Hardcover, 224 pages
Published August 17th 2010 by Metropolitan Books (first published August 1st 2010)
Looking for the philosophical underpinnings of the necessity for U.S. leadership in the world, I came to Chalmers Johnson through Perry Anderson’s book, America’s Foreign Policy and Its Thinkers. This series of essays Johnson wrote from 2004 through 2009 for TomDispatch.com, a website that features very loud criticisms of the government (and everything else), mainly describe Johnson’s distaste for U.S. militarism around the world, including massive numbers of bases on foreign soil. About three-quarters of the way through these repetitive essays I was exhausted with Johnson’s shrill argument. He has an academic’s surety of the correctness of his own ingrown opinions. That’s not to say I disagreed with him completely.
First, I learned a few things that I didn’t know before: I wasn’t aware, for instance, that the CIA has largely outsourced the operations part of its intelligence collection. Why then, I wonder, does Republican candidate for President Marco Rubio spout on about “increasing the size of the CIA to improve intelligence”? If intelligence collection is run largely outside the Agency, that would just put more power and money into the hands of the corporations that do the work, e.g., Science Applications International Corporation (SAIC) headquartered in San Diego, Booz Allen Hamilton, and CACI International.
I knew protection and fighting (to some extent) had been outsourced. I wasn’t aware that intelligence was outsourced, though I would have thought that was a “neat idea.” I agree with Johnson that the CIA should be dismantled, but some intelligence can and should still be collected, compiled, and analyzed. If large corporations are merely recreating an extensive bureaucracy that mirror what the government did in the past but at greater cost and less accountability, it doesn’t seem such a wise idea. We would have even less oversight and guarantee of institutional depth and knowledge. Certainly there have been documented abuses by these groups during Iraq’s Abu Ghraib chapter which indicate problems with execution of U.S. intentions, and adherence to U.S. values. Johnson’s proposition is worth considering: that we leave intelligence analysis within the purview of the State Department, and collection within the myriad other organizations set up now to do that very thing.
Another thing Johnson has pointed out which I did not know is that most countries in Latin and South America (and South Korea!) apparently loathe America and want nothing to do with their military bases or anything else. Johnson says it is a result of people in those countries learning of “dirty tricks” played there by U.S. agents in the past to influence elections and business decisions. Abuses committed by the CIA have largely been tasked to them by the White House in various administrations, which just goes to show that power, especially secret power without oversight, can have a pernicious effect on values.
Brzezinski, National Security Advisor to Jimmy Carter (1977-81), whose books I have reviewed lately, was so focused on Russian containment during the lead up to Soviet involvement in Afghanistan, that Brzezinski ordered the sale of arms, missile launchers, defensive weapons, etc. to the Afghan mujahideen, which gradually evolved into Al Qaeda’s strongest allies and foot soldiers there. A number of other secret coups and involvements by the CIA have changed the course of many countries’ histories, usually for the worse. We have to ask ourselves if the outcomes had been equally bad without our involvement, would that justify those illicit actions on behalf of our government? I think it is just wiser to stay on the side of our values.
It is easy to forget that the United States only created the CIA in 1947 after WWII as a result of the successes of the OSS behind enemy lines. A recent film by the son of CIA Director William Colby, “The Man Nobody Knew: In Search of My Father, CIA Spymaster William Colby” (2011), dramatically illustrates the origins and almost immediate problems issuing from secrets created and held at the highest levels, to say nothing of the enormous damage done by double agents. We owe the organization nothing. We tried it and it did not work well. There is no reason we must perpetuate a bureaucracy that fails so spectacularly (witness the exquisite failures of the organization under the leadership of George Tenet during Bush II).
Johnson reminds us that Tim Weiner spent twenty years researching the CIA for his book Legacy of Ashes: The History of the CIA, which I suppose I need to read before I condemn CIA's bones to the dust heap of history. That’s next up, along with Johnson’s earlier trilogy starting with Blowback: The Costs and Consequences of American Empire, his bestseller originally published in the year 2000. It has gone into a second edition, with updates dating to 2003.
In closing, I wish Johnson was less of an academic in his writing and more of a reasoned scholar, if all he is going to do is talk about what needs to be done. If he were making the decisions, I wonder how he would manage. I dislike his tone intensely, even when I agree he has made a point. And I heartily disagree with his notion that Andrew Bacevich, another slaphappy and shrill academic, should be Secretary of Defense. If that’s the best he can come up with, may he retread old arguments ad nauseam to his band of the converted.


## TASK DETAILS
The reply should hold every entry exactly as written and none of the pictures.

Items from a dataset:
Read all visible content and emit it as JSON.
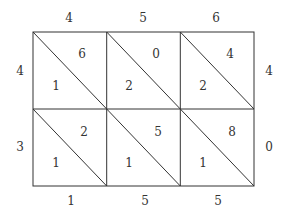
{
  "diagram": {
    "type": "lattice-multiplication",
    "top_digits": [
      "4",
      "5",
      "6"
    ],
    "right_digits": [
      "4",
      "0"
    ],
    "left_digits": [
      "4",
      "3"
    ],
    "bottom_digits": [
      "1",
      "5",
      "5"
    ],
    "cells": [
      [
        {
          "upper": "6",
          "lower": "1"
        },
        {
          "upper": "0",
          "lower": "2"
        },
        {
          "upper": "4",
          "lower": "2"
        }
      ],
      [
        {
          "upper": "2",
          "lower": "1"
        },
        {
          "upper": "5",
          "lower": "1"
        },
        {
          "upper": "8",
          "lower": "1"
        }
      ]
    ],
    "colors": {
      "line": "#333333",
      "background": "#ffffff"
    }
  }
}
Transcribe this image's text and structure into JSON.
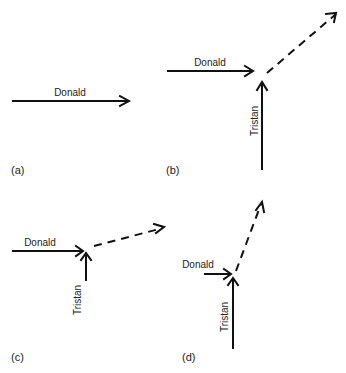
{
  "panels": [
    {
      "id": "a",
      "label": "(a)",
      "vectors": [
        {
          "name": "Donald",
          "style": "solid",
          "direction": "east"
        }
      ]
    },
    {
      "id": "b",
      "label": "(b)",
      "vectors": [
        {
          "name": "Donald",
          "style": "solid",
          "direction": "east"
        },
        {
          "name": "Tristan",
          "style": "solid",
          "direction": "north"
        },
        {
          "name": "resultant",
          "style": "dashed",
          "direction": "north-east"
        }
      ]
    },
    {
      "id": "c",
      "label": "(c)",
      "vectors": [
        {
          "name": "Donald",
          "style": "solid",
          "direction": "east"
        },
        {
          "name": "Tristan",
          "style": "solid",
          "direction": "north"
        },
        {
          "name": "resultant",
          "style": "dashed",
          "direction": "east-north-east"
        }
      ]
    },
    {
      "id": "d",
      "label": "(d)",
      "vectors": [
        {
          "name": "Donald",
          "style": "solid",
          "direction": "east"
        },
        {
          "name": "Tristan",
          "style": "solid",
          "direction": "north"
        },
        {
          "name": "resultant",
          "style": "dashed",
          "direction": "north-north-east"
        }
      ]
    }
  ],
  "labels": {
    "donald": "Donald",
    "tristan": "Tristan"
  }
}
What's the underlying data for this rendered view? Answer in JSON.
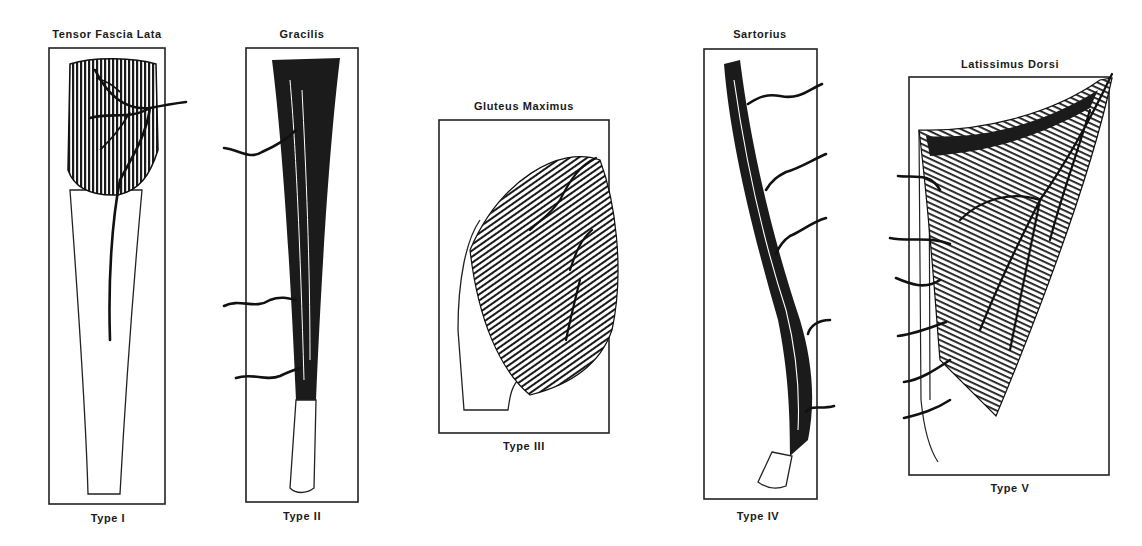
{
  "figure": {
    "panels": [
      {
        "muscle": "Tensor Fascia Lata",
        "type": "Type I"
      },
      {
        "muscle": "Gracilis",
        "type": "Type II"
      },
      {
        "muscle": "Gluteus Maximus",
        "type": "Type III"
      },
      {
        "muscle": "Sartorius",
        "type": "Type IV"
      },
      {
        "muscle": "Latissimus Dorsi",
        "type": "Type V"
      }
    ]
  },
  "colors": {
    "ink": "#1a1a1a",
    "paper": "#ffffff"
  }
}
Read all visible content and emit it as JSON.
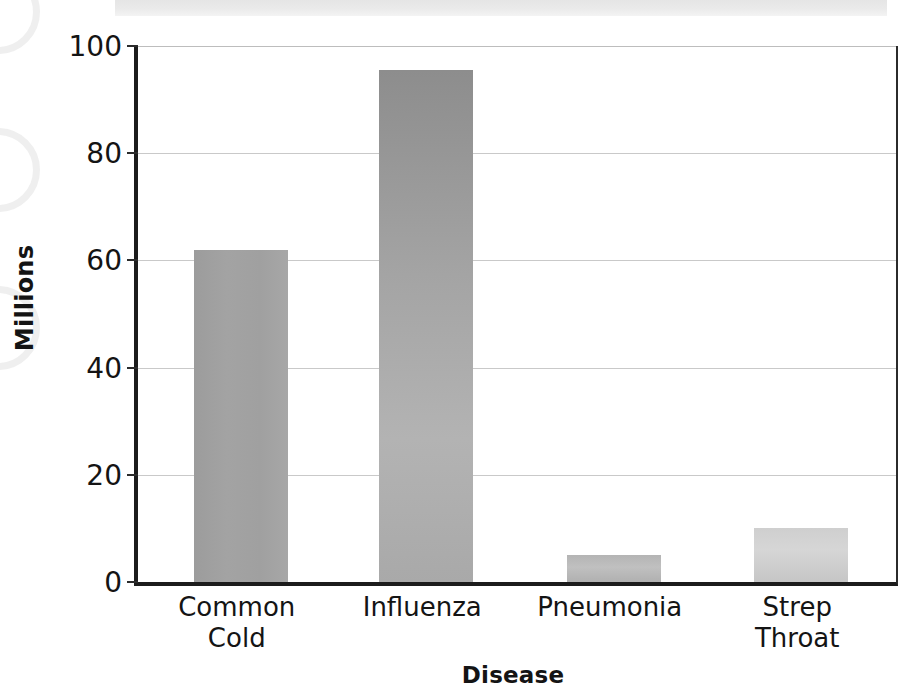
{
  "chart_data": {
    "type": "bar",
    "title": "",
    "subtitle": "",
    "xlabel": "Disease",
    "ylabel": "Millions",
    "categories": [
      "Common Cold",
      "Influenza",
      "Pneumonia",
      "Strep Throat"
    ],
    "category_lines": [
      [
        "Common",
        "Cold"
      ],
      [
        "Influenza"
      ],
      [
        "Pneumonia"
      ],
      [
        "Strep",
        "Throat"
      ]
    ],
    "values": [
      62,
      95.5,
      5,
      10
    ],
    "ylim": [
      0,
      100
    ],
    "xlim_note": "categorical",
    "y_ticks": [
      0,
      20,
      40,
      60,
      80,
      100
    ],
    "y_tick_labels": [
      "0",
      "20",
      "40",
      "60",
      "80",
      "100"
    ],
    "grid": "horizontal",
    "legend": "none",
    "annotations": [],
    "bar_colors": [
      "#a0a0a0",
      "#a4a4a4",
      "#b8b8b8",
      "#cfcfcf"
    ],
    "axis_color": "#1c1c1c",
    "gridline_color": "#c9c9c9",
    "background": "#ffffff"
  },
  "figure": {
    "y_axis_title": "Millions",
    "x_axis_title": "Disease"
  },
  "artifacts": {
    "top_strip_color": "#e9e9e9",
    "binding_ring_color": "#e9e9e9"
  }
}
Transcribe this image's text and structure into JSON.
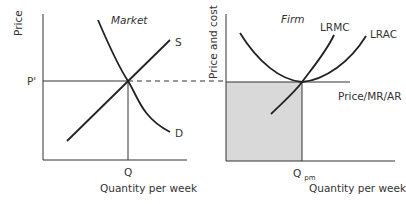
{
  "market_panel": {
    "title": "Market",
    "y_axis_label": "Price",
    "x_axis_label": "Quantity per week",
    "price_label": "P'",
    "quantity_label": "Q",
    "supply_label": "S",
    "demand_label": "D"
  },
  "firm_panel": {
    "title": "Firm",
    "y_axis_label": "Price and cost",
    "x_axis_label": "Quantity per week",
    "quantity_label": "Q",
    "quantity_subscript": "pm",
    "lrmc_label": "LRMC",
    "lrac_label": "LRAC",
    "price_line_label": "Price/MR/AR"
  },
  "colors": {
    "line": "#222222",
    "axis": "#333333",
    "shade": "#d9d9d9",
    "text": "#333333"
  }
}
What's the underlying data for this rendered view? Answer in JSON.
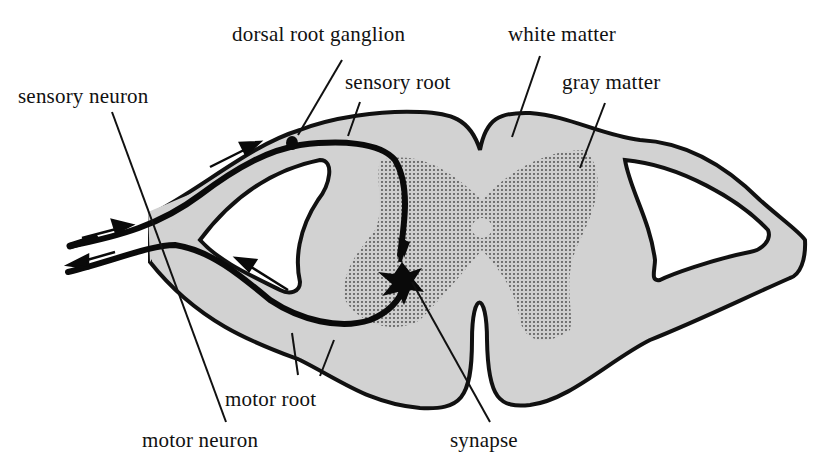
{
  "diagram": {
    "colors": {
      "cord_fill": "#d2d2d2",
      "gray_matter_dots": "#6a6a6a",
      "outline": "#111111",
      "background": "#ffffff"
    },
    "labels": {
      "dorsal_root_ganglion": "dorsal root ganglion",
      "white_matter": "white matter",
      "sensory_root": "sensory root",
      "gray_matter": "gray matter",
      "sensory_neuron": "sensory neuron",
      "motor_root": "motor root",
      "motor_neuron": "motor neuron",
      "synapse": "synapse"
    }
  }
}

## RESULT
Read all visible content and emit it as JSON.
{
  "diagram": {
    "type": "lattice-multiplication",
    "top_digits": [
      "4",
      "5",
      "6"
    ],
    "right_digits": [
      "4",
      "0"
    ],
    "left_digits": [
      "4",
      "3"
    ],
    "bottom_digits": [
      "1",
      "5",
      "5"
    ],
    "cells": [
      [
        {
          "upper": "6",
          "lower": "1"
        },
        {
          "upper": "0",
          "lower": "2"
        },
        {
          "upper": "4",
          "lower": "2"
        }
      ],
      [
        {
          "upper": "2",
          "lower": "1"
        },
        {
          "upper": "5",
          "lower": "1"
        },
        {
          "upper": "8",
          "lower": "1"
        }
      ]
    ],
    "colors": {
      "line": "#333333",
      "background": "#ffffff"
    }
  }
}
Transcribe this image's text and structure into JSON.
{
  "panels": [
    {
      "id": "a",
      "label": "(a)",
      "vectors": [
        {
          "name": "Donald",
          "style": "solid",
          "direction": "east"
        }
      ]
    },
    {
      "id": "b",
      "label": "(b)",
      "vectors": [
        {
          "name": "Donald",
          "style": "solid",
          "direction": "east"
        },
        {
          "name": "Tristan",
          "style": "solid",
          "direction": "north"
        },
        {
          "name": "resultant",
          "style": "dashed",
          "direction": "north-east"
        }
      ]
    },
    {
      "id": "c",
      "label": "(c)",
      "vectors": [
        {
          "name": "Donald",
          "style": "solid",
          "direction": "east"
        },
        {
          "name": "Tristan",
          "style": "solid",
          "direction": "north"
        },
        {
          "name": "resultant",
          "style": "dashed",
          "direction": "east-north-east"
        }
      ]
    },
    {
      "id": "d",
      "label": "(d)",
      "vectors": [
        {
          "name": "Donald",
          "style": "solid",
          "direction": "east"
        },
        {
          "name": "Tristan",
          "style": "solid",
          "direction": "north"
        },
        {
          "name": "resultant",
          "style": "dashed",
          "direction": "north-north-east"
        }
      ]
    }
  ],
  "labels": {
    "donald": "Donald",
    "tristan": "Tristan"
  }
}
What's the underlying data for this rendered view? Answer in JSON.
{
  "figure": {
    "panels": [
      {
        "muscle": "Tensor Fascia Lata",
        "type": "Type I"
      },
      {
        "muscle": "Gracilis",
        "type": "Type II"
      },
      {
        "muscle": "Gluteus Maximus",
        "type": "Type III"
      },
      {
        "muscle": "Sartorius",
        "type": "Type IV"
      },
      {
        "muscle": "Latissimus Dorsi",
        "type": "Type V"
      }
    ]
  },
  "colors": {
    "ink": "#1a1a1a",
    "paper": "#ffffff"
  }
}
Read all visible content and emit it as JSON.
{
  "chart_data": {
    "type": "bar",
    "title": "",
    "subtitle": "",
    "xlabel": "Disease",
    "ylabel": "Millions",
    "categories": [
      "Common Cold",
      "Influenza",
      "Pneumonia",
      "Strep Throat"
    ],
    "category_lines": [
      [
        "Common",
        "Cold"
      ],
      [
        "Influenza"
      ],
      [
        "Pneumonia"
      ],
      [
        "Strep",
        "Throat"
      ]
    ],
    "values": [
      62,
      95.5,
      5,
      10
    ],
    "ylim": [
      0,
      100
    ],
    "xlim_note": "categorical",
    "y_ticks": [
      0,
      20,
      40,
      60,
      80,
      100
    ],
    "y_tick_labels": [
      "0",
      "20",
      "40",
      "60",
      "80",
      "100"
    ],
    "grid": "horizontal",
    "legend": "none",
    "annotations": [],
    "bar_colors": [
      "#a0a0a0",
      "#a4a4a4",
      "#b8b8b8",
      "#cfcfcf"
    ],
    "axis_color": "#1c1c1c",
    "gridline_color": "#c9c9c9",
    "background": "#ffffff"
  },
  "figure": {
    "y_axis_title": "Millions",
    "x_axis_title": "Disease"
  },
  "artifacts": {
    "top_strip_color": "#e9e9e9",
    "binding_ring_color": "#e9e9e9"
  }
}
Transcribe this image's text and structure into JSON.
{
  "market_panel": {
    "title": "Market",
    "y_axis_label": "Price",
    "x_axis_label": "Quantity per week",
    "price_label": "P'",
    "quantity_label": "Q",
    "supply_label": "S",
    "demand_label": "D"
  },
  "firm_panel": {
    "title": "Firm",
    "y_axis_label": "Price and cost",
    "x_axis_label": "Quantity per week",
    "quantity_label": "Q",
    "quantity_subscript": "pm",
    "lrmc_label": "LRMC",
    "lrac_label": "LRAC",
    "price_line_label": "Price/MR/AR"
  },
  "colors": {
    "line": "#222222",
    "axis": "#333333",
    "shade": "#d9d9d9",
    "text": "#333333"
  }
}
What's the underlying data for this rendered view? Answer in JSON.
{
  "diagram": {
    "colors": {
      "cord_fill": "#d2d2d2",
      "gray_matter_dots": "#6a6a6a",
      "outline": "#111111",
      "background": "#ffffff"
    },
    "labels": {
      "dorsal_root_ganglion": "dorsal root ganglion",
      "white_matter": "white matter",
      "sensory_root": "sensory root",
      "gray_matter": "gray matter",
      "sensory_neuron": "sensory neuron",
      "motor_root": "motor root",
      "motor_neuron": "motor neuron",
      "synapse": "synapse"
    }
  }
}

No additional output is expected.